No combatants are so unequally matched as when one is shackled with error, while the other rejoices in the self-demonstrability of truth.
As an apple is not in any proper sense an apple until it is ripe, so a human being is not in any proper sense a human being until he is educated.
We conceive of immortality as having a beginning, but no end; but we conceive of eternity as having neither beginning nor end. Hence it is proper to speak of eternity as the attribute of God, but of immortality as the attribute of man.
As all truth is from God, it necessarily follows that true science and true religion can never be at variance.
He who shuts out truth, by the same act opens the door to all the error that supplies its place.
On the face of it, it must be a bad cause which will not bear discussion. Truth seeks light instead of shunning it.
Whatever statesman or sage will effect reforms upon a gigantic or godlike scale must begin with the young.
There is not a good work which the hand of man has ever undertaken, which his heart has ever conceived, which does not require a good education for its helper.
Where a love of natural beauty has been cultivated, all nature becomes a stupendous gallery, as much superior in form and in coloring to the choicest collections of human art, as the heavens are broader and loftier than the Louvre or the Vatican.
Every nerve that can thrill with pleasure, can also agonize with pain.
Knowledge has its boundary line, where it abuts on ignorance; on the outside of that boundary line are ignorance and miracles; on the inside of it are science and no miracles.
To know the machine one must know where each part belongs, and what its office is.
Love must be the same in all worlds.
Even the choicest literature should be taken as the condiment, and not as the sustenance of life. It should be neither the warp nor the woof of existence, but only the flowery edging upon its borders.
He who dethrones the idea of law, bids chaos welcome in its stead.
The earth endured Christ’s ministry only three years; – not three weeks after his real character and purposes were generally known.
The living soul of man, once conscious of its power, cannot be quelled.
Benevolence is a world of itself – a world which mankind, as yet, have hardly begun to explore. We have, as it were, only skirted along its coasts for a few leagues, without penetrating the recesses, or gathering the riches of its vast interior.
The false man is more false to himself than to any one else. He may despoil others, but himself is the chief loser. The world’s scorn he might sometimes forget, but the knowledge of his own perfidy is undying.
There is nothing derogatory in any employment which ministers to the well-being of the race. It is the spirit that is carried into an employment that elevates or degrades it.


### What is required
The entries are to be written out again with no differences.

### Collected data
* * * * * * * * *

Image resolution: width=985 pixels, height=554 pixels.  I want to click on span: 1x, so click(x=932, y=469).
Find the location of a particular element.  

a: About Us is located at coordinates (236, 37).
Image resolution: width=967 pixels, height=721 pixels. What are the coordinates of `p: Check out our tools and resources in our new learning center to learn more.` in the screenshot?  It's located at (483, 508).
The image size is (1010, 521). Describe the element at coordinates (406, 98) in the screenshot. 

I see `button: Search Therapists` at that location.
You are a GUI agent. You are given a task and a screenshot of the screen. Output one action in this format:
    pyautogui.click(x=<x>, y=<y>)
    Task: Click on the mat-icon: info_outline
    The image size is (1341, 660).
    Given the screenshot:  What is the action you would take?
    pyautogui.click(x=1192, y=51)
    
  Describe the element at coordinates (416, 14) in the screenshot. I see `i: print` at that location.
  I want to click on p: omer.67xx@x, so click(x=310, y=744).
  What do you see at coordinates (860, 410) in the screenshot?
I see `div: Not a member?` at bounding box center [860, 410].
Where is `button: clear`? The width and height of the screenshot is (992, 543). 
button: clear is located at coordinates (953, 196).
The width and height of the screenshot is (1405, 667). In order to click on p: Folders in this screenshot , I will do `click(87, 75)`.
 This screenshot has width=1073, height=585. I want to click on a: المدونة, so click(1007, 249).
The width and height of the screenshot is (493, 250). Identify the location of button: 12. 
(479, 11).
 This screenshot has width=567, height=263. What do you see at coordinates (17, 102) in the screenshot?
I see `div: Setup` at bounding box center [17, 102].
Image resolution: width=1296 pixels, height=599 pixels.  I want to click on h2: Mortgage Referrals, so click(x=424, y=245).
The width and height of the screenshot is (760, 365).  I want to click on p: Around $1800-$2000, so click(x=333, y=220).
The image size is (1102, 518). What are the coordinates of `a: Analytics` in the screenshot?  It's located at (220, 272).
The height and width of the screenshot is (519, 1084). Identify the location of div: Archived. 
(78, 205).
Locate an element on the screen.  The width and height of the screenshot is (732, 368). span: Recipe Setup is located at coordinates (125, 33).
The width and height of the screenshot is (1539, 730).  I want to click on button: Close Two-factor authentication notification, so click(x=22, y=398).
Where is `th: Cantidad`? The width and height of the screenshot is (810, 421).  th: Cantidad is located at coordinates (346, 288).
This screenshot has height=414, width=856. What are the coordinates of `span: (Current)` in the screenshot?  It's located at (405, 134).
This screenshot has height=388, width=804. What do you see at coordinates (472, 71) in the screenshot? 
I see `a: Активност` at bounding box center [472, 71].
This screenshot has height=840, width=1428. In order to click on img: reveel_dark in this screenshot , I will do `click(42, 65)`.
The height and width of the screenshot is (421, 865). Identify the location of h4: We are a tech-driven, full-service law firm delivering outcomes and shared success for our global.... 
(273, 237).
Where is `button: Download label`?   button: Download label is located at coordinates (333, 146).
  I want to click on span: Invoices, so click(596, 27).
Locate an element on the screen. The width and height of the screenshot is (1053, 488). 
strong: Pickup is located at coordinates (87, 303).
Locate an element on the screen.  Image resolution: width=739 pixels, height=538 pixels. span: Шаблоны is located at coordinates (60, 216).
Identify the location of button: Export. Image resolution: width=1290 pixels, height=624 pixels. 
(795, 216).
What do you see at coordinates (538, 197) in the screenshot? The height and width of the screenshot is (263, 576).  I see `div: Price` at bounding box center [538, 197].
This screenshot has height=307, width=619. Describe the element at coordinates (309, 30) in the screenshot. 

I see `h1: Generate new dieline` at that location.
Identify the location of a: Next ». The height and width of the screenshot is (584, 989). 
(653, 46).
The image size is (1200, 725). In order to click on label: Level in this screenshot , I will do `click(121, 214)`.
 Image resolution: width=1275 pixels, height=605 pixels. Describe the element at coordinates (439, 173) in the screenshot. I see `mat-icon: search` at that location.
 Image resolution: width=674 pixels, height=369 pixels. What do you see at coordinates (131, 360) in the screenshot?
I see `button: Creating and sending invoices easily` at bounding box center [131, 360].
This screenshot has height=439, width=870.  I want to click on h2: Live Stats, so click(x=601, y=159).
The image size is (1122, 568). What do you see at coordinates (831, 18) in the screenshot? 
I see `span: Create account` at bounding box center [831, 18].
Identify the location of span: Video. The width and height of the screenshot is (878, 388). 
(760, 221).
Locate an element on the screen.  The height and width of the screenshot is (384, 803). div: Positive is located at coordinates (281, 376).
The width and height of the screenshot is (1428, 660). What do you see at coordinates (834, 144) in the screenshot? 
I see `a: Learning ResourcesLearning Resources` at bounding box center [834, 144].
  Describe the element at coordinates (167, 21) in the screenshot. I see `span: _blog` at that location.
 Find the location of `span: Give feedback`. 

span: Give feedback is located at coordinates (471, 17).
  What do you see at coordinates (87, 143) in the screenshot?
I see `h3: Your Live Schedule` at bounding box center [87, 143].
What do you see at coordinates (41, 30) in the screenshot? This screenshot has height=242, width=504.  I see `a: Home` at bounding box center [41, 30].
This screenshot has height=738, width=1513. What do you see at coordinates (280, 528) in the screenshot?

* * * * * * * * *

### Completed exercise
Image resolution: width=985 pixels, height=554 pixels.  I want to click on span: 1x, so click(x=932, y=469).
Find the location of a particular element.  

a: About Us is located at coordinates (236, 37).
Image resolution: width=967 pixels, height=721 pixels. What are the coordinates of `p: Check out our tools and resources in our new learning center to learn more.` in the screenshot?  It's located at (483, 508).
The image size is (1010, 521). Describe the element at coordinates (406, 98) in the screenshot. 

I see `button: Search Therapists` at that location.
You are a GUI agent. You are given a task and a screenshot of the screen. Output one action in this format:
    pyautogui.click(x=<x>, y=<y>)
    Task: Click on the mat-icon: info_outline
    The image size is (1341, 660).
    Given the screenshot:  What is the action you would take?
    pyautogui.click(x=1192, y=51)
    
  Describe the element at coordinates (416, 14) in the screenshot. I see `i: print` at that location.
  I want to click on p: omer.67xx@x, so click(x=310, y=744).
  What do you see at coordinates (860, 410) in the screenshot?
I see `div: Not a member?` at bounding box center [860, 410].
Where is `button: clear`? The width and height of the screenshot is (992, 543). 
button: clear is located at coordinates (953, 196).
The width and height of the screenshot is (1405, 667). In order to click on p: Folders in this screenshot , I will do `click(87, 75)`.
 This screenshot has width=1073, height=585. I want to click on a: المدونة, so click(1007, 249).
The width and height of the screenshot is (493, 250). Identify the location of button: 12. 
(479, 11).
 This screenshot has width=567, height=263. What do you see at coordinates (17, 102) in the screenshot?
I see `div: Setup` at bounding box center [17, 102].
Image resolution: width=1296 pixels, height=599 pixels.  I want to click on h2: Mortgage Referrals, so click(x=424, y=245).
The width and height of the screenshot is (760, 365).  I want to click on p: Around $1800-$2000, so click(x=333, y=220).
The image size is (1102, 518). What are the coordinates of `a: Analytics` in the screenshot?  It's located at (220, 272).
The height and width of the screenshot is (519, 1084). Identify the location of div: Archived. 
(78, 205).
Locate an element on the screen.  The width and height of the screenshot is (732, 368). span: Recipe Setup is located at coordinates (125, 33).
The width and height of the screenshot is (1539, 730).  I want to click on button: Close Two-factor authentication notification, so click(x=22, y=398).
Where is `th: Cantidad`? The width and height of the screenshot is (810, 421).  th: Cantidad is located at coordinates (346, 288).
This screenshot has height=414, width=856. What are the coordinates of `span: (Current)` in the screenshot?  It's located at (405, 134).
This screenshot has height=388, width=804. What do you see at coordinates (472, 71) in the screenshot? 
I see `a: Активност` at bounding box center [472, 71].
This screenshot has height=840, width=1428. In order to click on img: reveel_dark in this screenshot , I will do `click(42, 65)`.
The height and width of the screenshot is (421, 865). Identify the location of h4: We are a tech-driven, full-service law firm delivering outcomes and shared success for our global.... 
(273, 237).
Where is `button: Download label`?   button: Download label is located at coordinates (333, 146).
  I want to click on span: Invoices, so click(596, 27).
Locate an element on the screen. The width and height of the screenshot is (1053, 488). 
strong: Pickup is located at coordinates (87, 303).
Locate an element on the screen.  Image resolution: width=739 pixels, height=538 pixels. span: Шаблоны is located at coordinates (60, 216).
Identify the location of button: Export. Image resolution: width=1290 pixels, height=624 pixels. 
(795, 216).
What do you see at coordinates (538, 197) in the screenshot? The height and width of the screenshot is (263, 576).  I see `div: Price` at bounding box center [538, 197].
This screenshot has height=307, width=619. Describe the element at coordinates (309, 30) in the screenshot. 

I see `h1: Generate new dieline` at that location.
Identify the location of a: Next ». The height and width of the screenshot is (584, 989). 
(653, 46).
The image size is (1200, 725). In order to click on label: Level in this screenshot , I will do `click(121, 214)`.
 Image resolution: width=1275 pixels, height=605 pixels. Describe the element at coordinates (439, 173) in the screenshot. I see `mat-icon: search` at that location.
 Image resolution: width=674 pixels, height=369 pixels. What do you see at coordinates (131, 360) in the screenshot?
I see `button: Creating and sending invoices easily` at bounding box center [131, 360].
This screenshot has height=439, width=870.  I want to click on h2: Live Stats, so click(x=601, y=159).
The image size is (1122, 568). What do you see at coordinates (831, 18) in the screenshot? 
I see `span: Create account` at bounding box center [831, 18].
Identify the location of span: Video. The width and height of the screenshot is (878, 388). 
(760, 221).
Locate an element on the screen.  The height and width of the screenshot is (384, 803). div: Positive is located at coordinates (281, 376).
The width and height of the screenshot is (1428, 660). What do you see at coordinates (834, 144) in the screenshot? 
I see `a: Learning ResourcesLearning Resources` at bounding box center [834, 144].
  Describe the element at coordinates (167, 21) in the screenshot. I see `span: _blog` at that location.
 Find the location of `span: Give feedback`. 

span: Give feedback is located at coordinates (471, 17).
  What do you see at coordinates (87, 143) in the screenshot?
I see `h3: Your Live Schedule` at bounding box center [87, 143].
What do you see at coordinates (41, 30) in the screenshot? This screenshot has height=242, width=504.  I see `a: Home` at bounding box center [41, 30].
This screenshot has height=738, width=1513. What do you see at coordinates (280, 528) in the screenshot?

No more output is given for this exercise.